WM 6x Adapter placement guideline

In previous releases, when dealing with Enterprise Adapters (a DB adapter for example), the “general” recommendation was to place the adapter close to the resource (e.g. in the case of a DB adapter instance, run the Adapter Monitor and DB adapter on the database server where the target database resided on).

Does this “general” recommendation still apply in the wM 6.x environment when using the wM 6.x adapters? For instance, if I were to “port” my integration code for an ES DB adapter to wM 6.x, what would be the “general” recommendation as to where to run the wM 6.x JDBC adapter (and associated IRT)?

Apologies if this question has been posted previously, however I was unable to find a similar post.

Joe,
I believe the general rule of placing the adapter close to the resource is no longer valid in IS6. The reason is that ES adapters were running on the ADK runtime as a separate processes and could be easily deployed anywhere. With IS6 adapters the adapter runtime is the IS itself. If you wanted to place the adapter close to the resource you would need to deploy the IS there. Of course you would prepare a lightweight IS (leave only WmADK and get rid of unnecessary packages) but still I believe that deploying separate ISes on each resource’s box is too much overhead.
HTH.

I agree about not installing IS-adapter instances all over the place. But installing an IS-adapter instance may still be required, ie flat files.

So…

What components should be installed to create an adapterIS instance? Has anyone thought about this and done this?

Regards,
Ray

Ray,

The minimum you need for the AdapterIS is the WmART, WmRoot, WmPublic, you adapter package and your app package.

Mike

The rationale for placing ES adapters close to the resource was, I believe, that the network traffic between the adapter and the resource was much greater than between the adapter and the broker. By placing the adapter close (in terms of network hops or network latency) to the resource you improved performance by reducing the requirement for network bandwidth.

Theoretically, you could accomplish the same thing by deploying a light weight IS instance near your resource and then having that IS publish messages to a broker to which your primary IS instance was connected.

I would probably use this approach only if the resource to which my adapter connected required a lot of network bandwidth and if my integration application was experiencing performance problems that had been proven to be directly related to poor network performance and not to other factors such as poor application design.

There are many benefits from having adapters run in the new Adapter Run Time (ART) as part of Integration Servers instances. Better performance from improved connection pooling and connection management is one and improved ease of administration via web-based Administrator pages is another. Of course, being able to write your integration business logic using Developer (with 6.x adapters, anyway) doesn’t hurt either.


● **What you need to do**: Filter the data below, keeping only lines that contain "Rate".

(Records drawn from a dataset)

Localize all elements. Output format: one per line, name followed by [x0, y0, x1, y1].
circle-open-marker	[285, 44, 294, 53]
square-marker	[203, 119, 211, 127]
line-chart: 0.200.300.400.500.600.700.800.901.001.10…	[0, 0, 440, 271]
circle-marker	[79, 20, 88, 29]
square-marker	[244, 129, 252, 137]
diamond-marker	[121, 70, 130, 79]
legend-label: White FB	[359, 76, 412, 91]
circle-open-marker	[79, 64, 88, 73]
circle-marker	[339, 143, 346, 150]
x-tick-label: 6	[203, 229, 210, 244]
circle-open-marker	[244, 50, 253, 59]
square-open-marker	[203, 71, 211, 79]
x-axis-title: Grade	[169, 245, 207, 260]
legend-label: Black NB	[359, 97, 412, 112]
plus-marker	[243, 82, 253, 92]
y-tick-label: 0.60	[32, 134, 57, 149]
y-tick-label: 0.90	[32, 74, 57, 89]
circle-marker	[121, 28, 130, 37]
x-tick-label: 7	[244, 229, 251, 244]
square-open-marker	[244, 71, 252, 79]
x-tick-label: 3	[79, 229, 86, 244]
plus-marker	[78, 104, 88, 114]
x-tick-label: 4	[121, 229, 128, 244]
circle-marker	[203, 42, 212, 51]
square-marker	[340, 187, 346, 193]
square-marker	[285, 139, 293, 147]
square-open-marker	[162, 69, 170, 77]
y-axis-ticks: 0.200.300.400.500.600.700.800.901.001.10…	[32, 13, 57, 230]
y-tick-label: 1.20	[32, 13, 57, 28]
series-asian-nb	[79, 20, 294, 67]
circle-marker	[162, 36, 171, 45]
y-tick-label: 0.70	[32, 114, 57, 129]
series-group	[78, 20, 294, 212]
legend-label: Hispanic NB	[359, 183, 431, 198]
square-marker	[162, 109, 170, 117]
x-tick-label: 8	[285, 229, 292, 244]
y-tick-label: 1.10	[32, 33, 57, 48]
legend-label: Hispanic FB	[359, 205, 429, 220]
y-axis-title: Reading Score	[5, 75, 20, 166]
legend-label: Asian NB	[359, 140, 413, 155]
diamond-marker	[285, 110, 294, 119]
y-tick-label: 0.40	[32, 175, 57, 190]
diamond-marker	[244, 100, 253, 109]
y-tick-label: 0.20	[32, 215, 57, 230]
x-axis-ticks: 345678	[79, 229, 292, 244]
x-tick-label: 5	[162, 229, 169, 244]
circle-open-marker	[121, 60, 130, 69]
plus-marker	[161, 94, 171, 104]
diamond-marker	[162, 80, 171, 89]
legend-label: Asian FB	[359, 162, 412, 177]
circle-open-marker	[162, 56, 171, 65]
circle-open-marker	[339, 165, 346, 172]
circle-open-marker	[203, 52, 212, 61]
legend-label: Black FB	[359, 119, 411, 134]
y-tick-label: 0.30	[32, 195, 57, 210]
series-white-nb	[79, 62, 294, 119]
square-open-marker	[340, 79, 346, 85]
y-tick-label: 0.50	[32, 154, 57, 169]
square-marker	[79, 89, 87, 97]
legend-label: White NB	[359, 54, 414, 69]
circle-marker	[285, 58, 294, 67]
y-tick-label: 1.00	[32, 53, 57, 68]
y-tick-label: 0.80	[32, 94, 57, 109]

* * *

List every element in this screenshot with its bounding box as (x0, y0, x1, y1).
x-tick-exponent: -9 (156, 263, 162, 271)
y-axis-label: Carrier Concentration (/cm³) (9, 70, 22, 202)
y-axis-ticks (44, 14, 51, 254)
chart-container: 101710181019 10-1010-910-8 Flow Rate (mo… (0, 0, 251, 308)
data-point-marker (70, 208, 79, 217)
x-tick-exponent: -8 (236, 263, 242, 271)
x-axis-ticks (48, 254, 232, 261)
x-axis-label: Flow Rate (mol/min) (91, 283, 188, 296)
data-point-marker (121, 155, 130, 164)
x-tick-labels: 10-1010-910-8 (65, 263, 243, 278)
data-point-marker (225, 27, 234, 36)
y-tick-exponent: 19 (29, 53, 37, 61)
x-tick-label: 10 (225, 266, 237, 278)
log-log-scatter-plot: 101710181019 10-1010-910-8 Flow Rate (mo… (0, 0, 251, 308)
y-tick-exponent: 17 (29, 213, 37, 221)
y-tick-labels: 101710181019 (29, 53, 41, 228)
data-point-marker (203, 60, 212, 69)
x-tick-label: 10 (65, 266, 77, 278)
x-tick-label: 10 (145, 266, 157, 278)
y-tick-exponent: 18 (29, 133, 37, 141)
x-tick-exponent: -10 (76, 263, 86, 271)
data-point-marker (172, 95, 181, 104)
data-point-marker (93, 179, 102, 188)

● **Answer for this exercise**:
chart-container: 101710181019 10-1010-910-8 Flow Rate (mo… (0, 0, 251, 308)
x-axis-label: Flow Rate (mol/min) (91, 283, 188, 296)
log-log-scatter-plot: 101710181019 10-1010-910-8 Flow Rate (mo… (0, 0, 251, 308)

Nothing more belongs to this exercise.